* What the task asks: Taking the line with "reading: 11.3 cm" as the first and the line with "reading: 72 °C" as the last, set down the lines below exactly, pictures excluded.

* Material for this task:
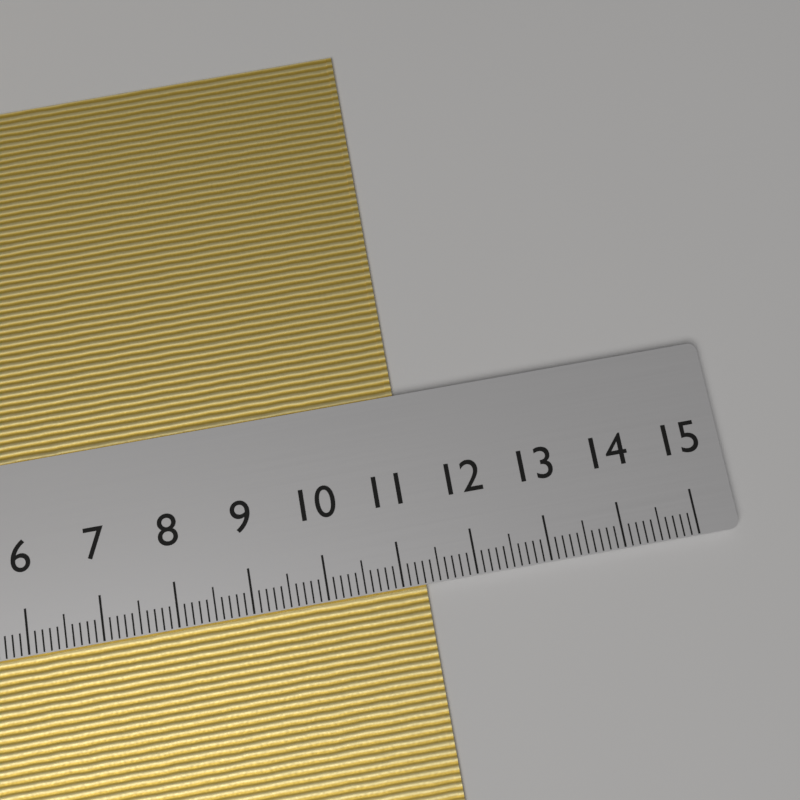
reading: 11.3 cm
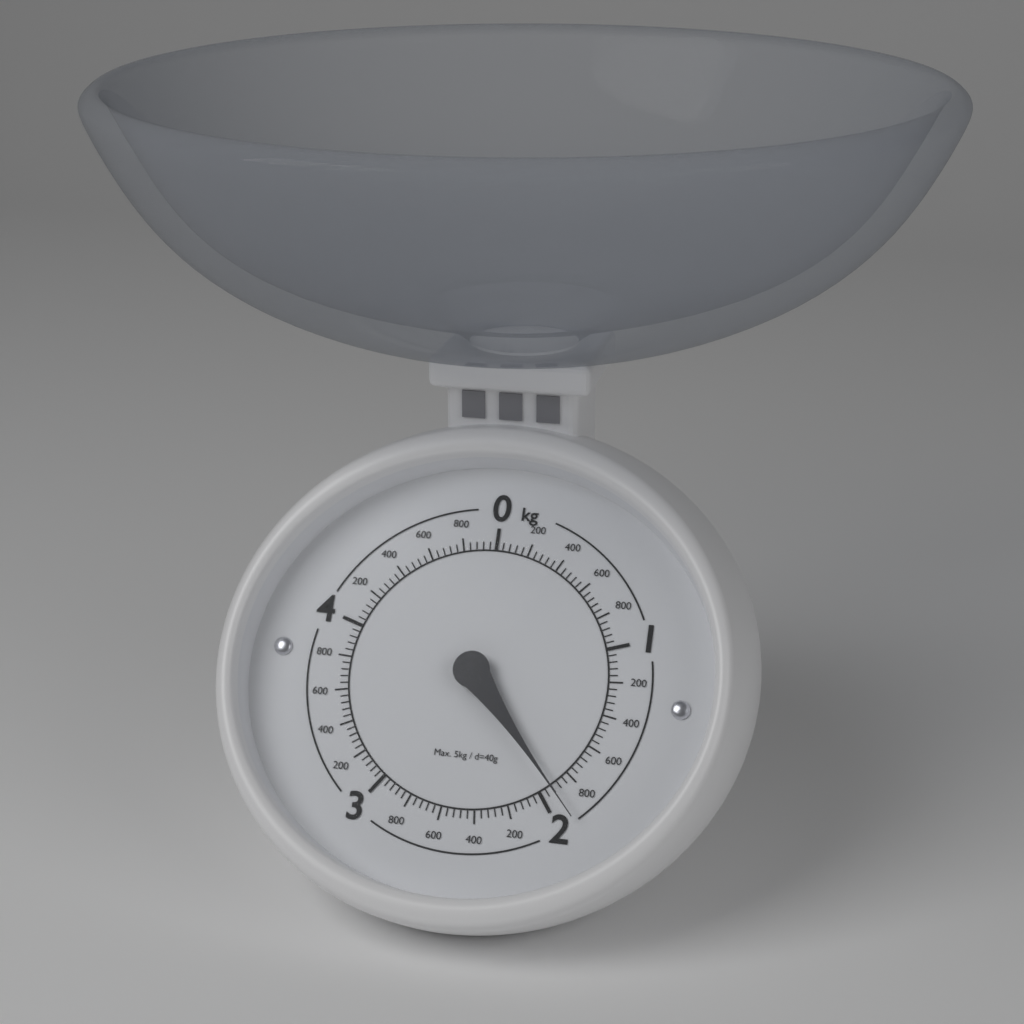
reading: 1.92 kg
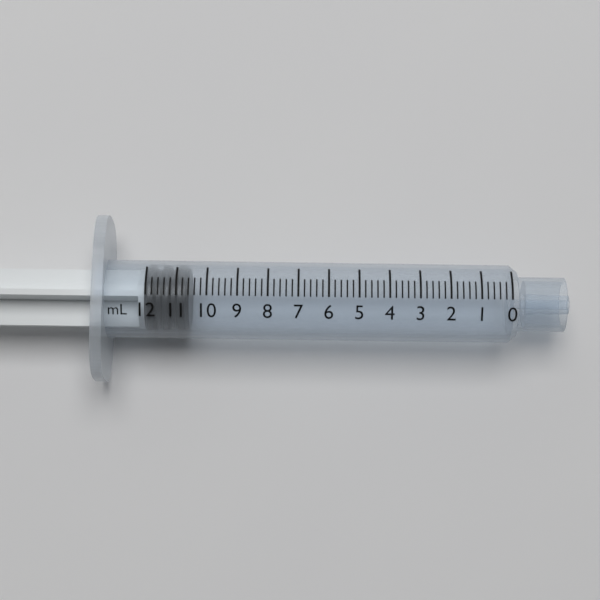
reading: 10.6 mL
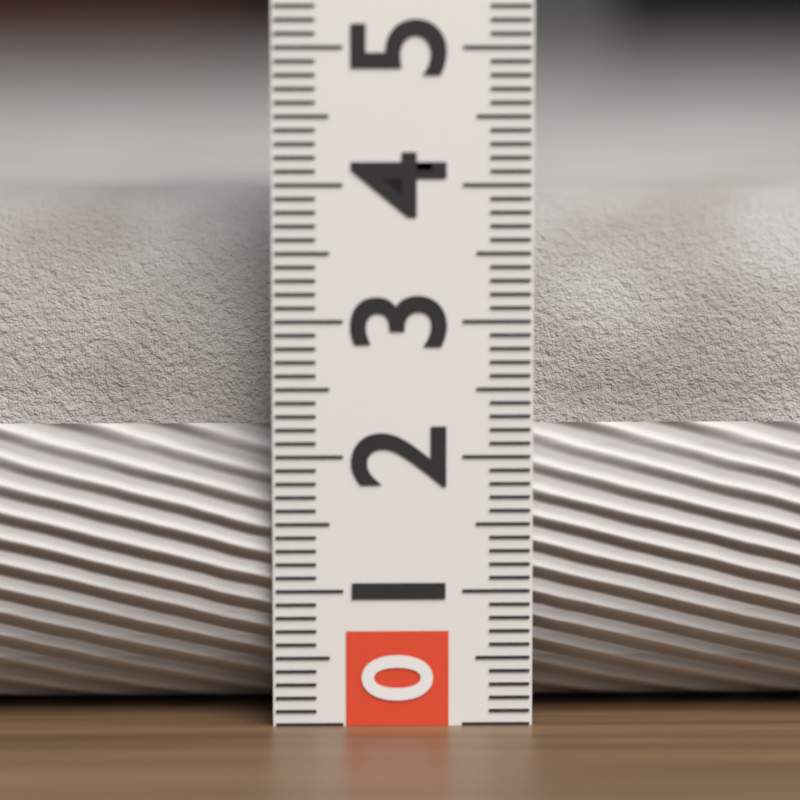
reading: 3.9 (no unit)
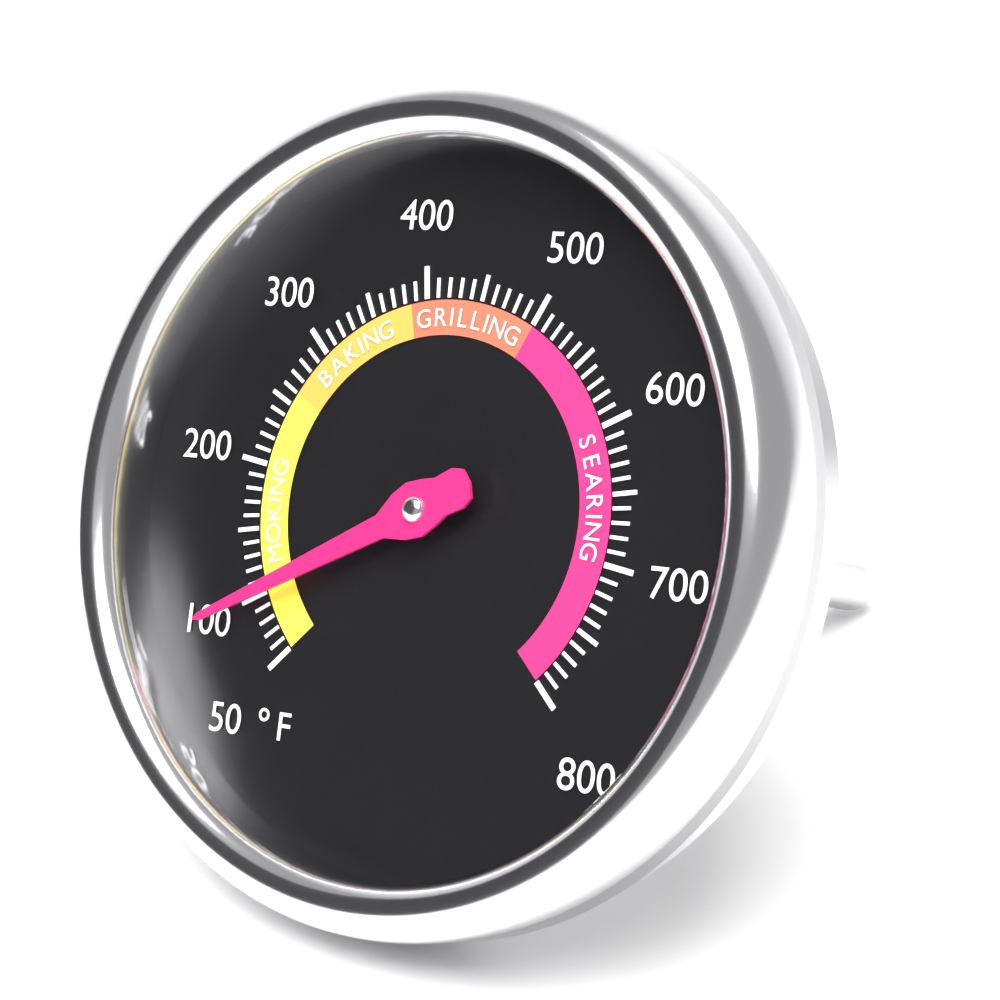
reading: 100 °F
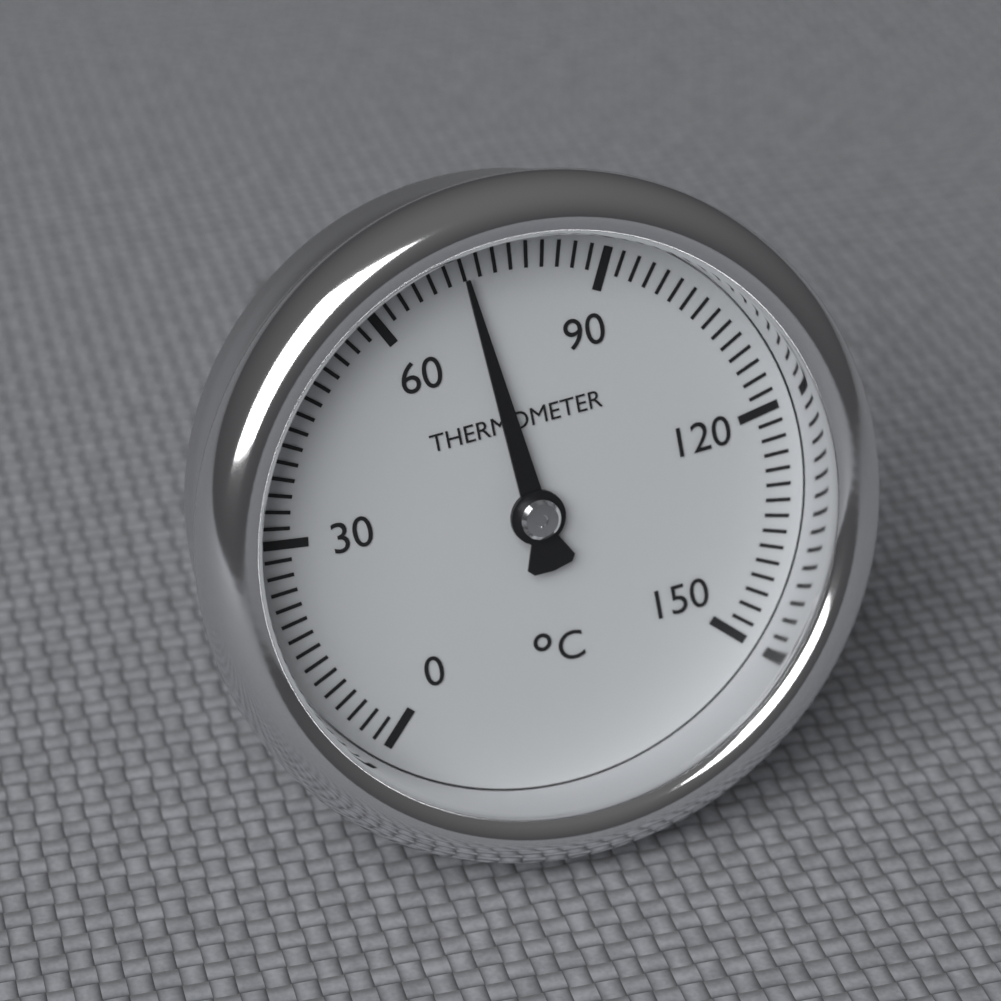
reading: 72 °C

--

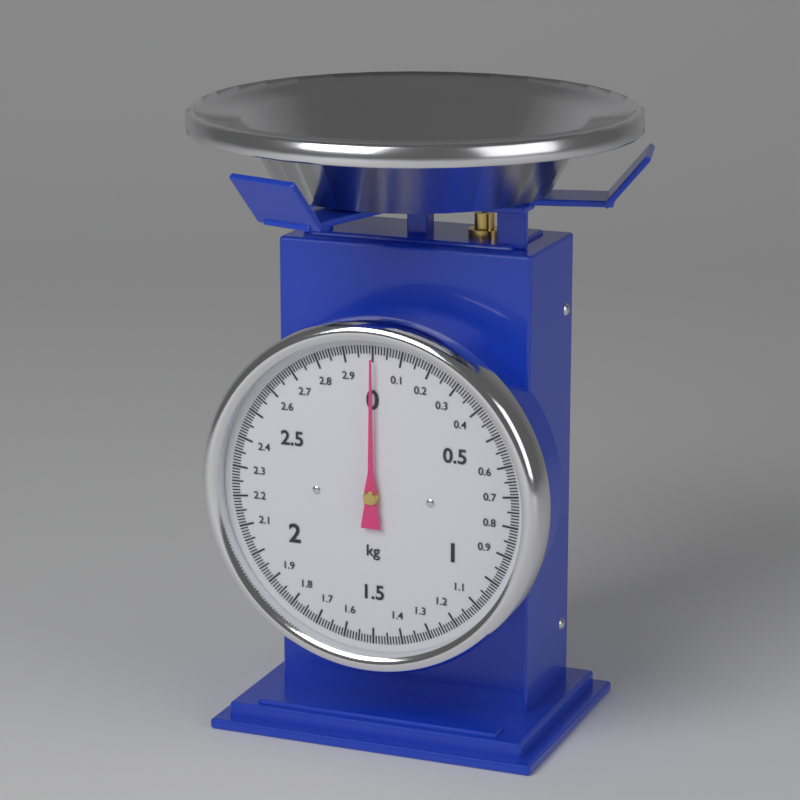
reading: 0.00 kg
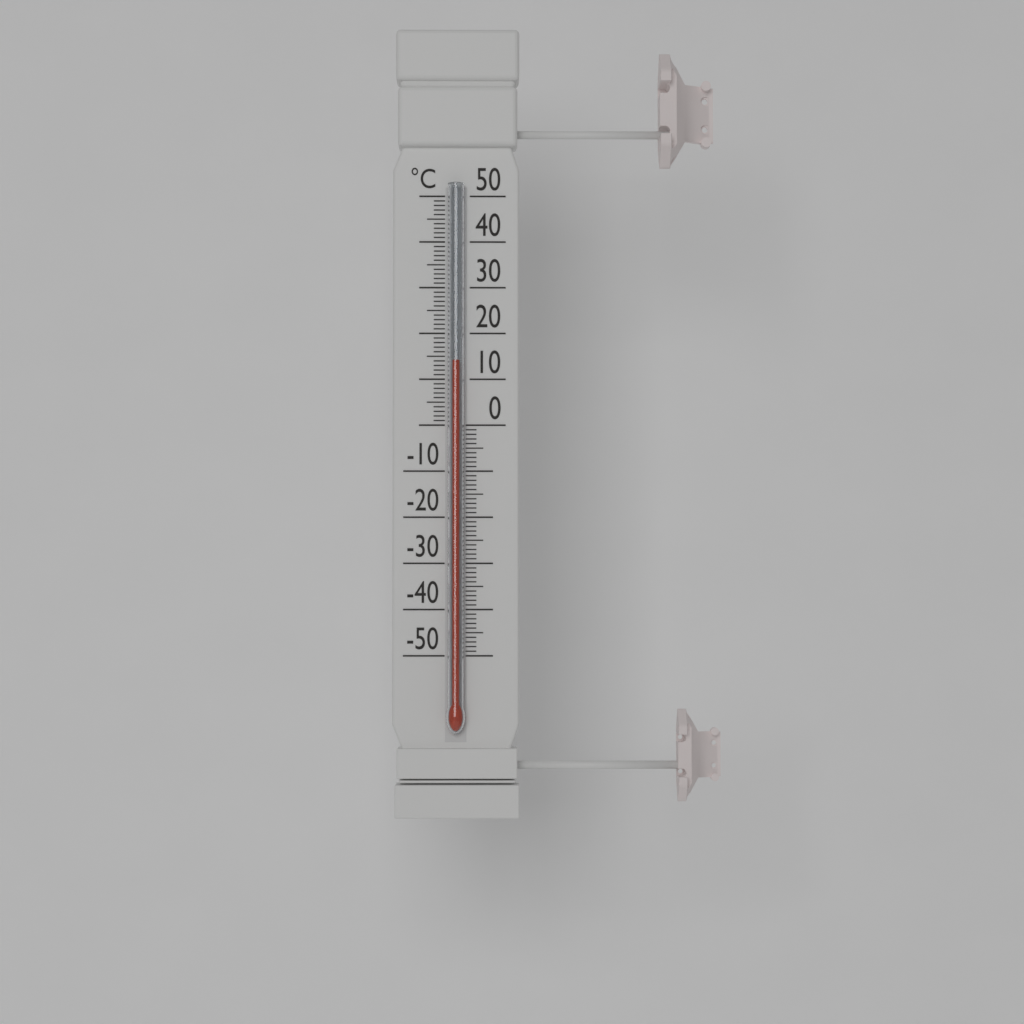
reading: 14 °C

* * *

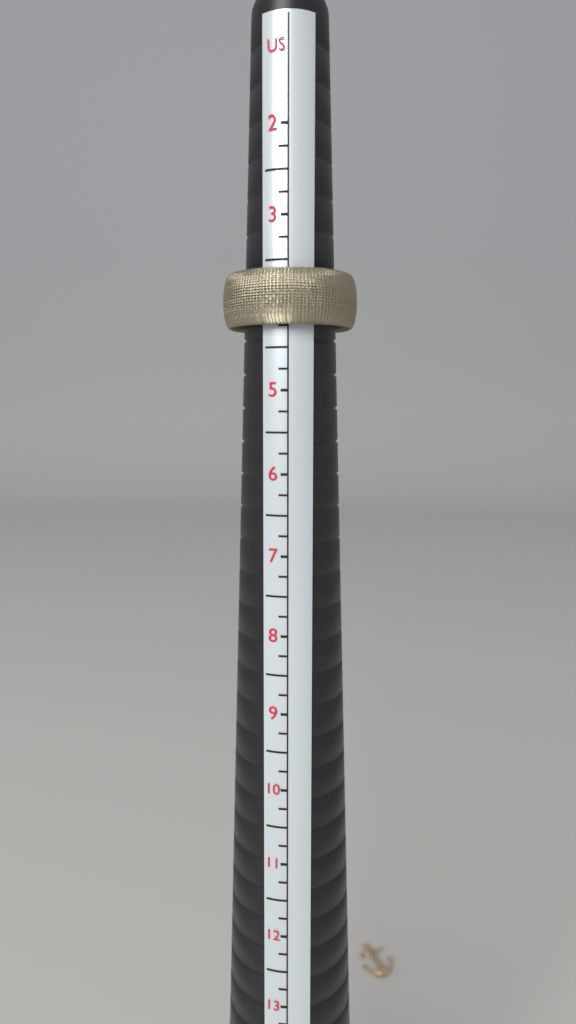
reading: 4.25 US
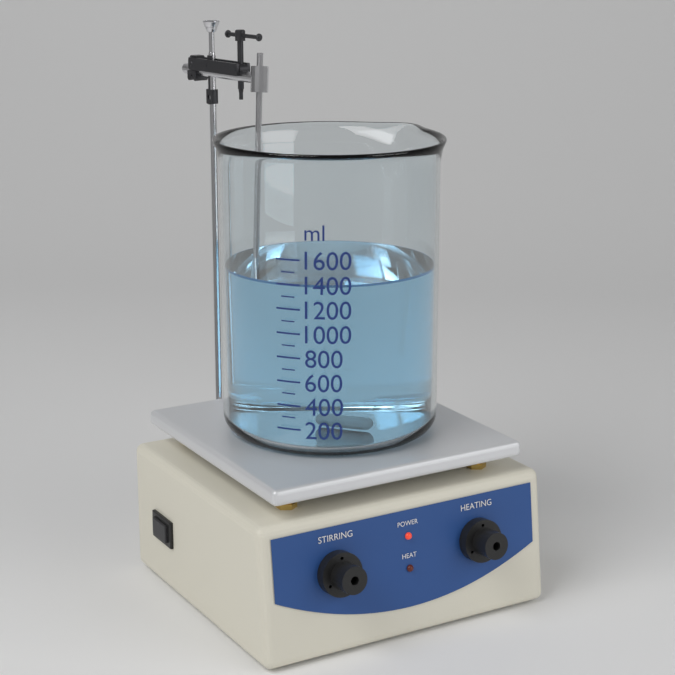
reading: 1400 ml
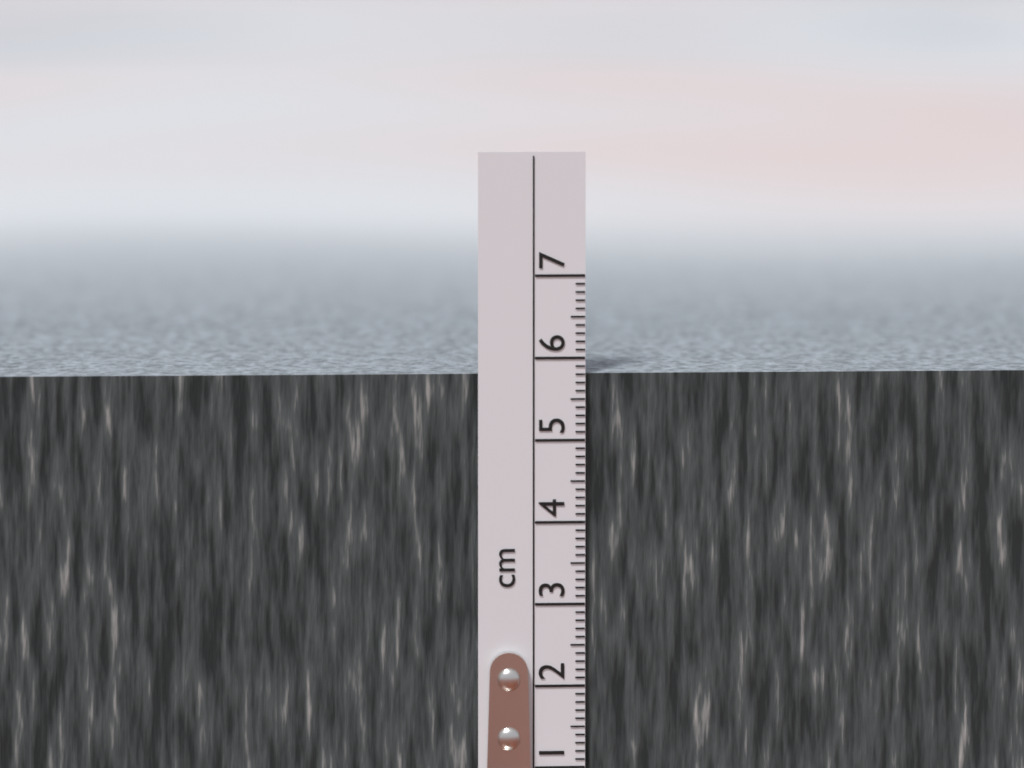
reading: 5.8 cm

* Exercise result:
reading: 11.3 cm
reading: 1.92 kg
reading: 10.6 mL
reading: 3.9 (no unit)
reading: 100 °F
reading: 72 °C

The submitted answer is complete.